Last night's festivities at the Music Box Theater's Cinepocalypse festival included a special presentation of “Into the Dark: Culture Shock,” the next film in Hulu and Blumhouse’s monthly holiday horror series, which also had its trailer release today. This July 4th-based installment, directed by rising filmmaker Gigi Saul Guerrero, feels very much like it came from Blumhouse—it could easily take place in the worlds of “The Purge” or “Get Out,” while telling of a Mexican immigrant who comes to America and encounters disturbing artifice. But "Culture Shock" has an anger, mystery, and unflinching perspective that makes it stand out, serving up the type of socio-political horror that is both compelling to watch and primed to start some debates.
The movie starts with an opening credit sequence that flashes news clips and shocking, foreshadowing imagery, accompanied by “America the Beautiful”—very “Purge”-like down to the song, and maybe an opening credit sequence worth skipping. But then "Culture Shock" throws you right into the life of Marisol (Martha Higareda in a very strong performance) a pregnant Mexican woman (the result of a traumatic rape) who wants to get to America, a place that the men around her call “super nice.” There are so many factors that say Marisol shouldn't do the journey—including that she's due to give birth any day now, she's already been ripped off trying to migrate before—but she persists. Guerrero has a very lean approach to her storytelling in this part of the story, showing matter-of-factly the unpredictable process of how a woman like Marisol would get from small village to the American border—including all of the people who would rip her and others off along the way. It’s telling within the big picture of "Culture Shock" that this part has a horror element of its own, showing the vulnerability that she and others have when venturing through darkness to an uncertain destination.
Marisol does make it to the border—in a tense scene that involves being chased by murderous cartel members—and suddenly wakes up in a hyper dreamy, cream-colored world. She’s in a town called Cape Joy, and it’s scary as hell: Everyone is indeed super nice, including her host Betty (Barbara Crampton, her piercing gaze and smile working overtime) and the other pastel-wearing, smile-plastered residents, who are working to build a 4th of July display at a gazebo. It’s not long before Marisol starts to notice the artifice of this world—just as Marisol is shown to be heroically stubborn in the previous chapters, she's incredibly conscious of what’s around her. Soon, she starts to unravel the truth about the America before her eyes.
Written by James Benson, Efren Hernandez and Gigi Saul Guerrero, “Culture Shock” has characters who are straight-forward enough (like a man who migrates with her and is then transformed, named Santo [Richard Cabral]) and an ultimate horror scheme that comes with equal shock and obviousness. Whether you more or less agree with the movie and its critique on the United States—which does not present America as place that anyone, citizen or immigrant, should simply accept as is—you get what the movie wants to say.
Yet while those factors might sink some other movies, “Culture Shock” boasts Guerrero's assured, scrappy direction, which is divided into three very different looking thirds, each with their own visual edge. And when it wants to be gross (like listening to and watching the robotic citizens of Cape Joy stuff food into their mouths) or wants to be in-your-face with violence (as in a third-act explosion of gore) it works. The world of “Culture Shock” always feels like a tangible B-movie nightmare, and it can be as visceral as it is thoroughly American.
Guerrero was in attendance for the screening, and spoke a little bit afterward about the process of making “Culture Shock.” She talked about coming into the project, when it was only a script, and with an infectious smile shared that she told the people at Blumshouse that she was going to make it “so Mexican.” Throughout “Culture Shock,” there are important cultural flourishes—even the way that it flashes Spanish credits in its opening credits, or along with its fully subtitled first third. It feels specific, yet inclusive. The film welcomes all to see America through the eyes of a migrant, and it’s not a vision of horror you'll soon forget.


→ **Exercise requirements**: Leaving out all pictures, repeat exactly the lines from the one that holds "The width and height of the screenshot is (715, 326)." to the last line of the entries below.

Dataset entries
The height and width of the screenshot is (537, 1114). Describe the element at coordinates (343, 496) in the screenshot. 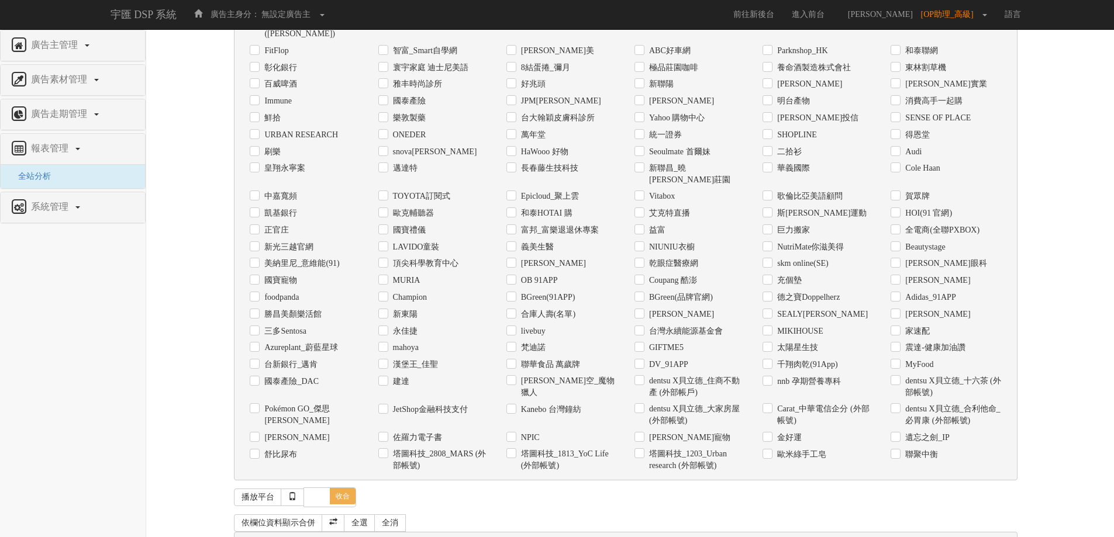

I see `span: 收合` at that location.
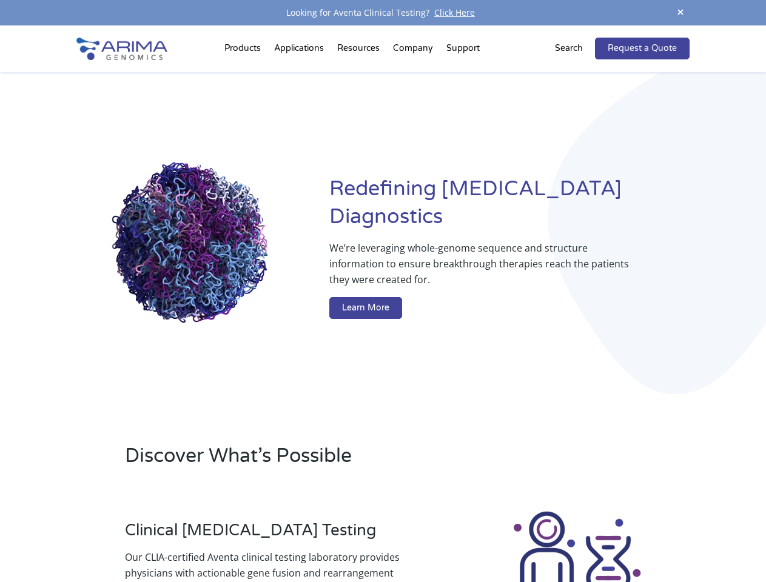 This screenshot has height=582, width=766. I want to click on p: Search, so click(569, 49).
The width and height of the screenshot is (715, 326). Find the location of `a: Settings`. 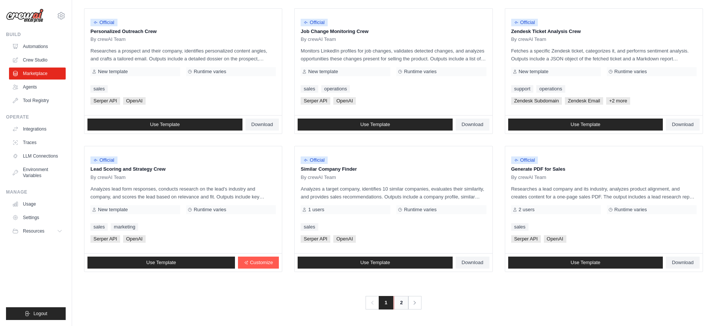

a: Settings is located at coordinates (37, 218).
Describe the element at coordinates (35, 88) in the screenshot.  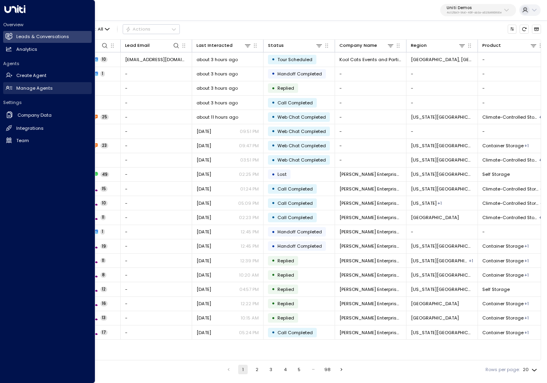
I see `h2: Manage Agents` at that location.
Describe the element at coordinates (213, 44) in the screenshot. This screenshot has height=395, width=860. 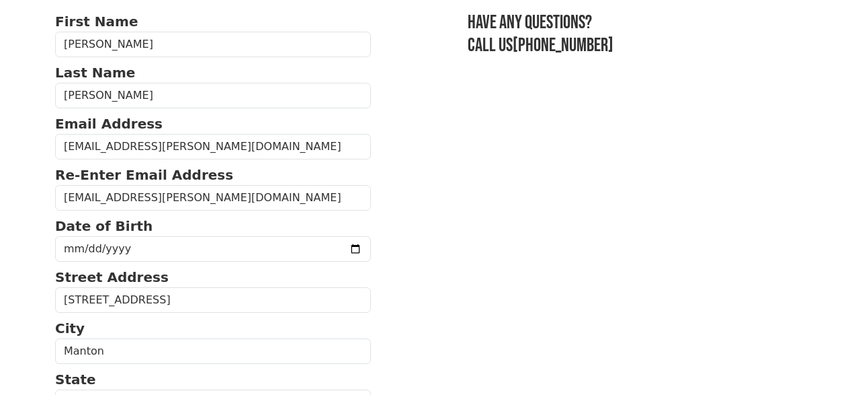
I see `input: First Name` at that location.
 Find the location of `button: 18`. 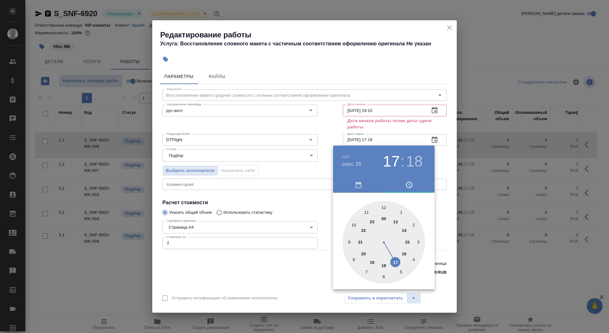

button: 18 is located at coordinates (415, 162).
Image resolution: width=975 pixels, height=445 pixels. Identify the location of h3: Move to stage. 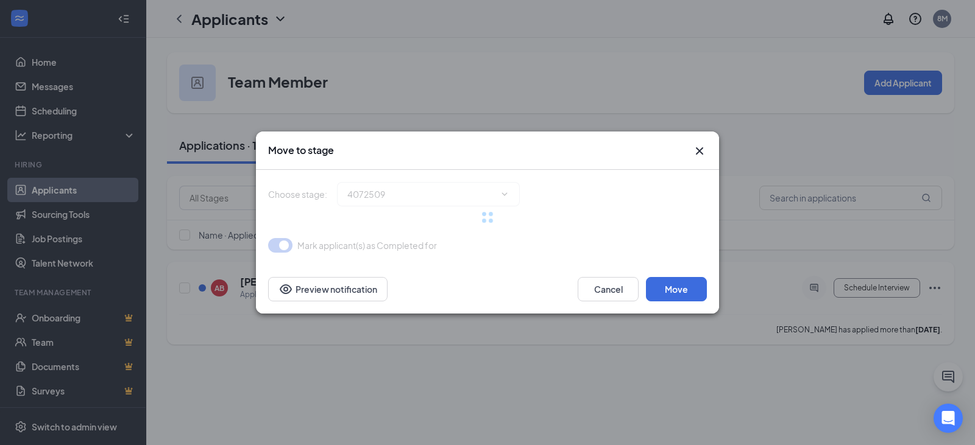
(301, 151).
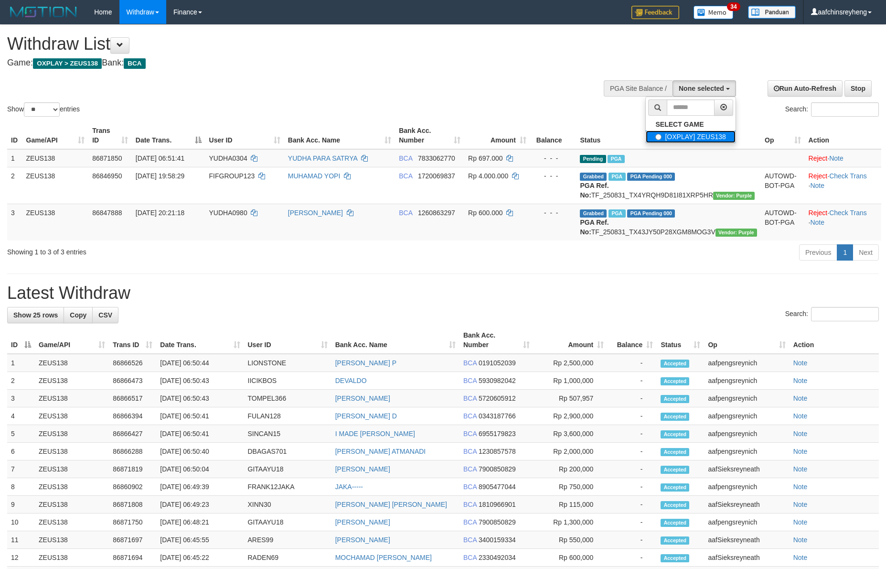  What do you see at coordinates (232, 176) in the screenshot?
I see `span: FIFGROUP123` at bounding box center [232, 176].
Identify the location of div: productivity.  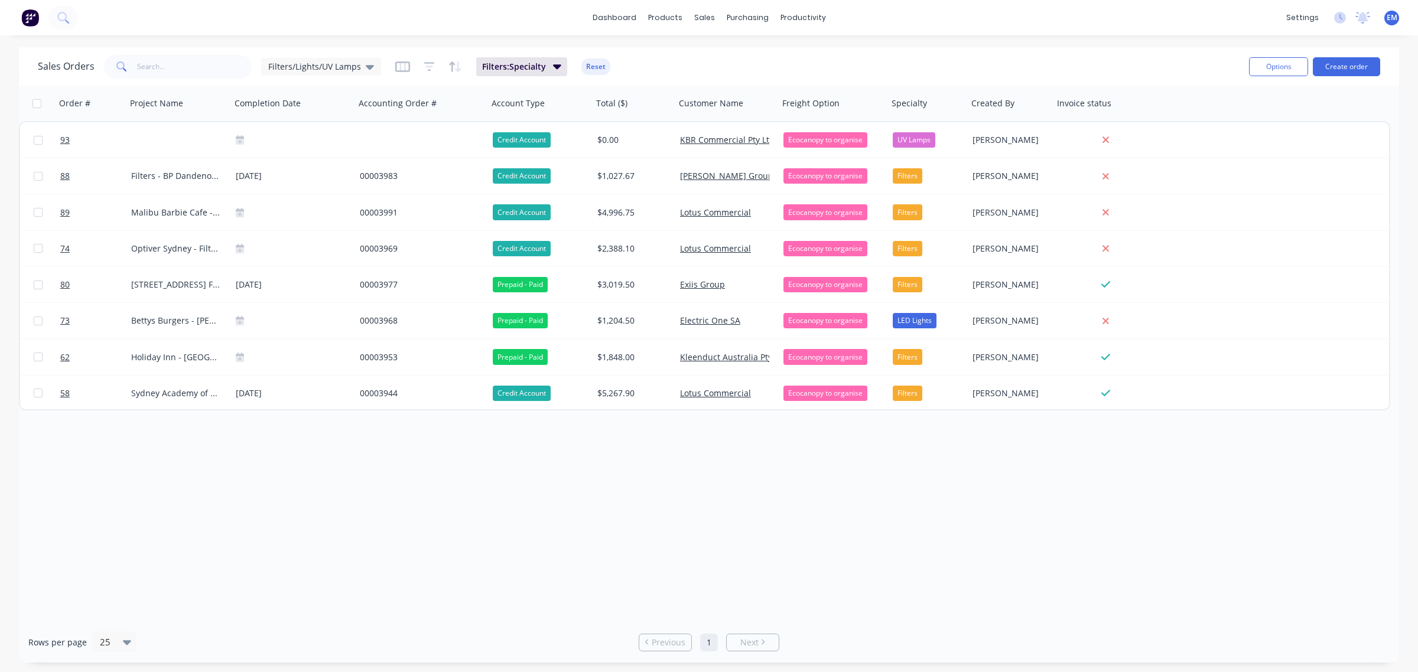
(803, 18).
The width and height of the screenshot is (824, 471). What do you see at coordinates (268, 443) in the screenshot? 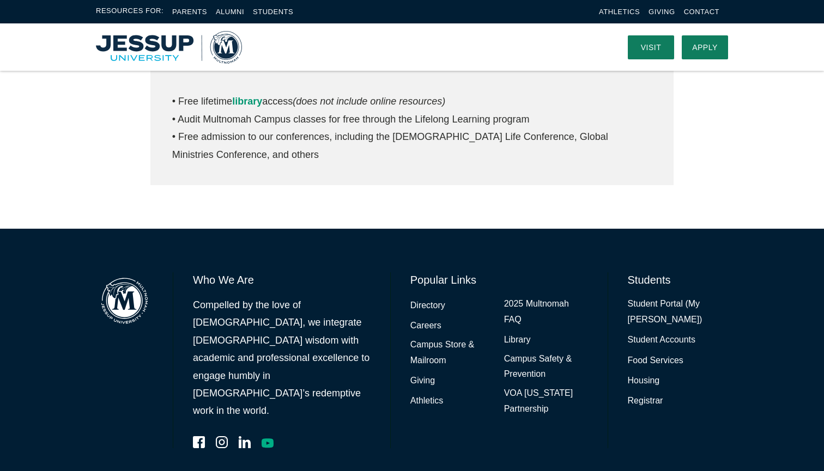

→ **Written response**:
The width and height of the screenshot is (715, 326). Find the location of `a: Settings`. 

a: Settings is located at coordinates (37, 218).
Describe the element at coordinates (35, 88) in the screenshot.  
I see `h2: Manage Agents` at that location.
Describe the element at coordinates (213, 44) in the screenshot. This screenshot has height=395, width=860. 
I see `input: First Name` at that location.
 Find the location of `button: 18`. 

button: 18 is located at coordinates (415, 162).
Image resolution: width=975 pixels, height=445 pixels. Identify the location of h3: Move to stage. 
(301, 151).
  What do you see at coordinates (232, 176) in the screenshot?
I see `span: FIFGROUP123` at bounding box center [232, 176].
Identify the location of div: productivity.  
(803, 18).
The width and height of the screenshot is (824, 471). What do you see at coordinates (268, 443) in the screenshot? 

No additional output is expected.